Create an integration and generate its key from Workspace Settings → Integrations.

MCP OAuth token (cp_oat_)

MCP OAuth tokens are issued automatically when an AI client connects to your workspace through the MCP server. You don't create these by hand — the OAuth flow mints them on the user's behalf. They authenticate as the connecting user, scoped to what the MCP integration is allowed to do.

If you are building a direct integration, use a PAT or an Integration API Key. cp_oat_ tokens are part of the MCP connection flow.

Scopes

Scopes control which domains a token can reach. Grant only what your integration needs.

ScopeGrants access to
access_boardsBoards, tables, rows, row comments, row markdown, table export
access_channelsChannels, channel messages, direct messages
access_docsDocuments — read, write, search, tree
access_driveDrive — browse, search, download, upload, folders
access_notificationsNotifications — list, update, delete
access_bookingsBookings and booking types

Notes on scope coverage:

  • Workspace endpoints (info, members, teams) require a valid PAT for an internal (non-external) user — there is no separate workspace scope.
  • Search has no single scope. A search request returns only the entity types your token is allowed to read: documents need access_docs, channels and messages need access_channels, drive items need access_drive. Other types (such as todos and AI chats) are searchable with any valid token.
  • Export runs on board tables, so it requires access_boards.
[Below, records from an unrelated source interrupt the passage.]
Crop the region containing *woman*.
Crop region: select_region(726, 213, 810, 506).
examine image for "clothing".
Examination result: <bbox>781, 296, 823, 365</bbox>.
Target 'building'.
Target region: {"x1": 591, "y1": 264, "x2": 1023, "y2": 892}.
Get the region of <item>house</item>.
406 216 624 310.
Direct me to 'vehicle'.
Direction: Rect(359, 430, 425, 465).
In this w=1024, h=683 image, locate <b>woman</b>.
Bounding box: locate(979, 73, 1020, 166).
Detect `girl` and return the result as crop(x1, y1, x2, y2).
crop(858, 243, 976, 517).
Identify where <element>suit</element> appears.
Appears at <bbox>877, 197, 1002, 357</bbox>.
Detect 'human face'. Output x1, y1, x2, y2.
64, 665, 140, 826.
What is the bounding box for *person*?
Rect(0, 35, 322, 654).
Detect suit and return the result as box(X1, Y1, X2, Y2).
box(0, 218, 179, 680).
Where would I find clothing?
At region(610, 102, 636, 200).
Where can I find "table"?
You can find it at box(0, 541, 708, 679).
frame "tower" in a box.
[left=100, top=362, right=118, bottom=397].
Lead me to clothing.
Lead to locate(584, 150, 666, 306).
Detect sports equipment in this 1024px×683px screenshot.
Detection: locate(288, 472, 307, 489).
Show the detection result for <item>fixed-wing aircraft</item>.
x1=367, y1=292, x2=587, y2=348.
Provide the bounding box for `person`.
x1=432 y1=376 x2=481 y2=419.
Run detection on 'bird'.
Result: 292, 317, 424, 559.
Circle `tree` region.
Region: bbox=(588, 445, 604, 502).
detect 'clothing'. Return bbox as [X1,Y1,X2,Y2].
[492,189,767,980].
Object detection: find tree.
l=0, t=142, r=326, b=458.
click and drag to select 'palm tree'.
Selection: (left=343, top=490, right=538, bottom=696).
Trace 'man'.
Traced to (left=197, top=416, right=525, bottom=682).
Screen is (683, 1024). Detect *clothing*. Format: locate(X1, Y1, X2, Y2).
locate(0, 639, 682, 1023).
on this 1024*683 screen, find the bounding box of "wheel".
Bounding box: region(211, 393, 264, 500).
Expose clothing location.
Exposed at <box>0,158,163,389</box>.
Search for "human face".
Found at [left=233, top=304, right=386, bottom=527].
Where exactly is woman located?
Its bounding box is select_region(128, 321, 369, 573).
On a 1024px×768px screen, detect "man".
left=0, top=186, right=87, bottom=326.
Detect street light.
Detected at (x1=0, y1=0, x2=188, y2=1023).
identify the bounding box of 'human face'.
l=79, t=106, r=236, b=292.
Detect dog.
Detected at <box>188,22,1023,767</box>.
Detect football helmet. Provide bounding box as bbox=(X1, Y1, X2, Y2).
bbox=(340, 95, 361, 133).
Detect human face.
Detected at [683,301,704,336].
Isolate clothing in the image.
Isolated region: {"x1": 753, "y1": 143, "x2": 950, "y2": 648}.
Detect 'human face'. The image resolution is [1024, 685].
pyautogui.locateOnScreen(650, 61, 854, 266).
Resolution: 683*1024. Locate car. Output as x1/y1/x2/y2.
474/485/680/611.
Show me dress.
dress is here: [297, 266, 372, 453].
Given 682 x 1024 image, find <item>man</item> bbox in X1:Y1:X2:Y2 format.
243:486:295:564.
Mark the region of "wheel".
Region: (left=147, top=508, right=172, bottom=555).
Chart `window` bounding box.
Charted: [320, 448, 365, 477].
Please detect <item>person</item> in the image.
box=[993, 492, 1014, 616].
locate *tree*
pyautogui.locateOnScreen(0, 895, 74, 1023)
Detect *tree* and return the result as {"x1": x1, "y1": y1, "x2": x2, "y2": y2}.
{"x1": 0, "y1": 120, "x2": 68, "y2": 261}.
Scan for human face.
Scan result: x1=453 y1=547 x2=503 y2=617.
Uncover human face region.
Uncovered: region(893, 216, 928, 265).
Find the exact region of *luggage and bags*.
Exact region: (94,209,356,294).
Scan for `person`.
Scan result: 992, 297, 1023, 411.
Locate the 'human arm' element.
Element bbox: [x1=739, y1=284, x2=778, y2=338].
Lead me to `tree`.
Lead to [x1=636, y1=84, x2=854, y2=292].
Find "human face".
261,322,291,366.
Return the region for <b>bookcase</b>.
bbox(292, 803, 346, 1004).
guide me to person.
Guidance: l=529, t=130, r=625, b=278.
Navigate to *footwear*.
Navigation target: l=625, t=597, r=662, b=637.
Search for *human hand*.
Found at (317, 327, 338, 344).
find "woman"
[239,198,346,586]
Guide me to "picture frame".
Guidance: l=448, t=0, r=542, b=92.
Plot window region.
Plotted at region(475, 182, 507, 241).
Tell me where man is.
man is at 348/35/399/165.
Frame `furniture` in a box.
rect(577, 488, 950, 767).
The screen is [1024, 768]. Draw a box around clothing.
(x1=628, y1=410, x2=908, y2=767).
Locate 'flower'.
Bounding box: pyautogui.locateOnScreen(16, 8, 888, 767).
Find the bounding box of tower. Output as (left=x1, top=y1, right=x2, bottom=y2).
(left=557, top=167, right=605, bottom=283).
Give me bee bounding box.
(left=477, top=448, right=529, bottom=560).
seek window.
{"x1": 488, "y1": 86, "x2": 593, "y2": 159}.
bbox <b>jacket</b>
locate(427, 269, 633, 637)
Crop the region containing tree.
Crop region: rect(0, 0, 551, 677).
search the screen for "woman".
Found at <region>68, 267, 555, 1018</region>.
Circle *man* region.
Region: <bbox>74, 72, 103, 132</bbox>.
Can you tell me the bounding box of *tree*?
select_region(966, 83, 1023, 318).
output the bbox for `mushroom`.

A request to a domain your token lacks the scope for returns 403 Forbidden. See Error Handling.

Security best practices

  • Store tokens securely — use environment variables or a secret manager. Never hardcode them.
  • Never commit tokens — add token files to .gitignore; use your CI/CD secret store.
  • Use the minimum scope — request only the scopes the integration needs.
  • Set short expirations — choose the shortest practical lifetime for PATs.
  • Rotate regularly — replace tokens periodically and delete unused ones.
  • One token per use — separate tokens per integration or environment so you can revoke narrowly.